After all, you are not the one that needs to learn the algebra, or the biology, or the economics, or whatever it is they are studying. They do. You may be required to assist your children on occasion, but you should not have to teach them. Let them do it. Let them discover it. Leave them to learn it, in their way, at their own pace. Students given this freedom usually accomplish much more in far less time than their school peers.

Of course, there’s always that couch potato or sloth, but he’s not common and the condition is usually not permanent. Usually this comes as a phase of puberty when all the energy seems to be going into growing a body. Indeed, they may seem to be losing more than they are gaining for a while, especially boys, whose favourite subjects may become sleeping and eating during this time, but this phase eventually passes.

Breaking free from the school method and giving the students the control over their education empowers them to take responsibility and to develop what God has created. It actually gets easier for the parents as the students take on more complicated concepts.

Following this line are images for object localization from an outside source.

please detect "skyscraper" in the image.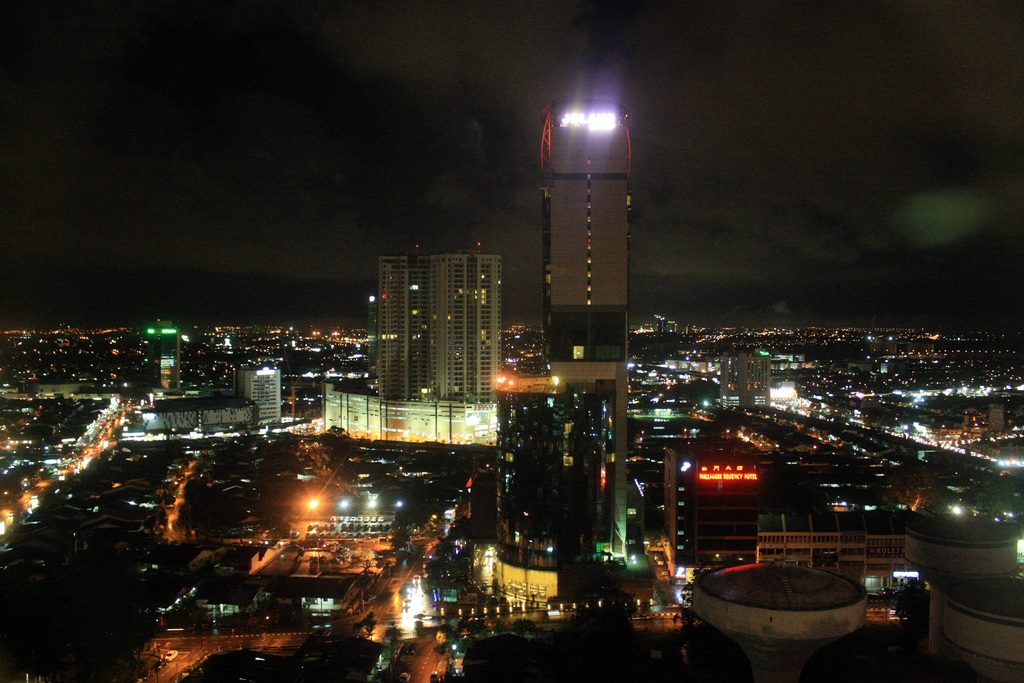
x1=374 y1=243 x2=503 y2=469.
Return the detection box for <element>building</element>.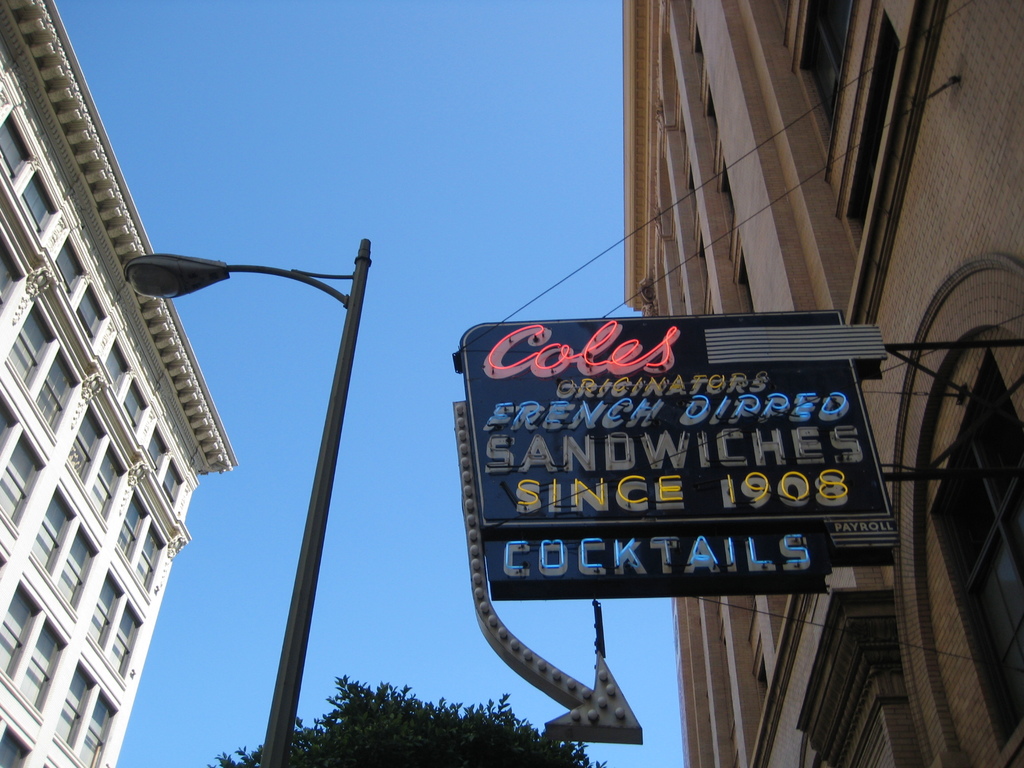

I have seen home education fail at this secondary stage. However, this is usually when the student either goes to school, brings school home, or when the parents attempt to mimic a school approach to programming.

When considering that school specializes in one-size-fits-all programming, having anything to do with school at this phase essentially eliminates the very advantages to home education.

Students do not need to learn all the subjects nor all the levels or concepts within each subject. It should make sense that to tailor the program to the student’s ability and interests will save a lot of valuable time and allow for early maturation and specialization.

There is no need to fear not being able to teach secondary level students. They can teach themselves. In fact, that was the secret to my success as a high school teacher. I directed my students. I encouraged them to take responsibility for their education and I helped them get it.

I consistently got better results than my colleagues and received innumerable “thank you’s” from students for having taught them how to learn, but actually all I had done was to expect them to learn and master the concepts. Even as a high school teacher, I got to the point where I rarely taught! And the results were obvious!